The old man closed his eyes and opened them again. “Aim for the center of the trunk. First stroke, chop straight in, next, downward from above. Let the chips fly. You’re making a gap in the tree so it will fall on itself, of its own weight.” His eyes closed again.

Dirk went to work with an energy born of terror. He was sorry to have hurt the old man, but he was more concerned with not being abandoned in the woods.

He hoped the mouse and her babies were safe somewhere else.

After a time he turned to ask Papi how he was doing. The old man had slipped sideways. Only a fainting spell, wished the boy, and not the final sleep.

Perhaps what was needed wasn’t a crutch but a sledge of some sort, so the boy could pull the old man along slithery dry needles toward—

But Dirk had no idea how to get back.

For the first time, he struck the tree with the axe with anger. He didn’t want to be hanged for murder.

He struck it a second time. He had nowhere to go for help. He’d never met another living soul but the old woman and the old man.

The chips flew. The trunk of the tree groaned. A mouth opened wider and wider, eating the blade each time the blade rode home. The living wood was pale, even ghostly white, the color of the skin of Schneewittchen, the girl who ran away to live with the seven little men, as the old woman had told it. The wedge-shaped scraps that flew away among the shavings were like smiles scared from the tree and discarded on the ground.

Disturbed by the commotion, a small brown bird came down and landed on the breast of the old man. Papi didn’t brush it away, which filled the boy with a greater sense of dread than before.

He struck the tree. Again, again.

The bird hopped along the old man’s chest and made a comment or two. Dirk let the axe fall still for a moment and listened. “Are you giving me counsel?” he asked the bird.

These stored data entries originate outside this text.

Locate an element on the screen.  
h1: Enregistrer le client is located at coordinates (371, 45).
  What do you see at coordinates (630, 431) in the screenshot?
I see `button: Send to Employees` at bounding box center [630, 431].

The bird flew up. Dirk thought the airy rush of her wings sounded like an army of birds. Or an army of angels, bearing the old man’s soul away to heaven. It was no such army, but the falling tree, which had had enough, and crashed upon the boy, killing him.

6.

It wasn’t that he was falling—was he falling?—so much as that the trees rose up against him. Pale branches ripped into him. Blood rose to the surface of his skin in buttons. He pumped with his feet the way he once had done when jumping into a pond deeper than reckoned. His thighs met swirling arms of long-needled conifer. As if the trees were circling on their stems, crowding in to slow his descent. Finally he was heels-down on somewhere. Underneath the dead leaves and dry needles, the ground writhed. The offended roots of these trees.

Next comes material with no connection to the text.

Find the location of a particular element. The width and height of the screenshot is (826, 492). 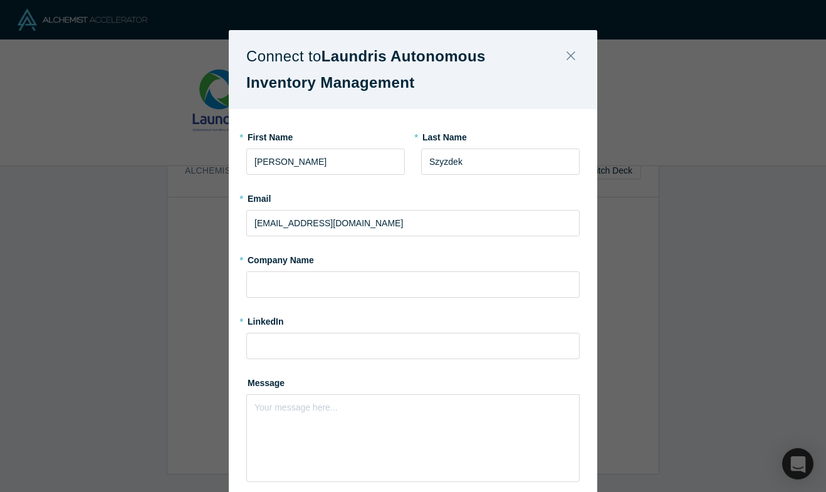

label: Message is located at coordinates (413, 381).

He didn’t take in that he was dead. He just didn’t want to be crushed. He struggled against the forest, lunging forward in small steps, tipping down a slope. Sap stung his eyes. The trees seemed to be shifting out of the way to either side. Making a path, an only path. He was naked. His skin seethed. Now one of his eyes was glued closed. Sap or blood.

At last the slope leveled and he landed on his knees, his face in the soil. The trees lashed at his buttocks and his spine and the back of his neck. The top side of each stroke was punishing and the return, apology.

“You’ve come so far and you’re going to crumble like morning cake?”

He rubbed his eyes and straightened up. A small brown bird perched on a branch above him. A bird can only look at a boy one eye at a time, and her eye was cold and temperamental. Her beak was shut.

“You’ve come for a crutch, you’ll need to work for it,” continued the voice, not a bird’s voice. The boy looked down.

A dark knob on the ground, hardly larger than a walnut, stirred and rotated. The top of it had the face of a homunculus. Ironstone, petrified oak, char of primordial ooze—the boy had no idea of what it was made. Gnarly head hunched over knees drawn up to bearded chin. Squatting old creature with a cranium like a brussels sprout. “What are you waiting for? Is it ever the wrong time to act?”

“I don’t know what to do.” So, yes, his voice still worked. The boy was relieved.

“Take a grip of me, and I’ll befriend you.”

“You’d best think twice about helping him out,” said the bird to the boy. Her voice was pure and high, but thick, like sweet golden honey.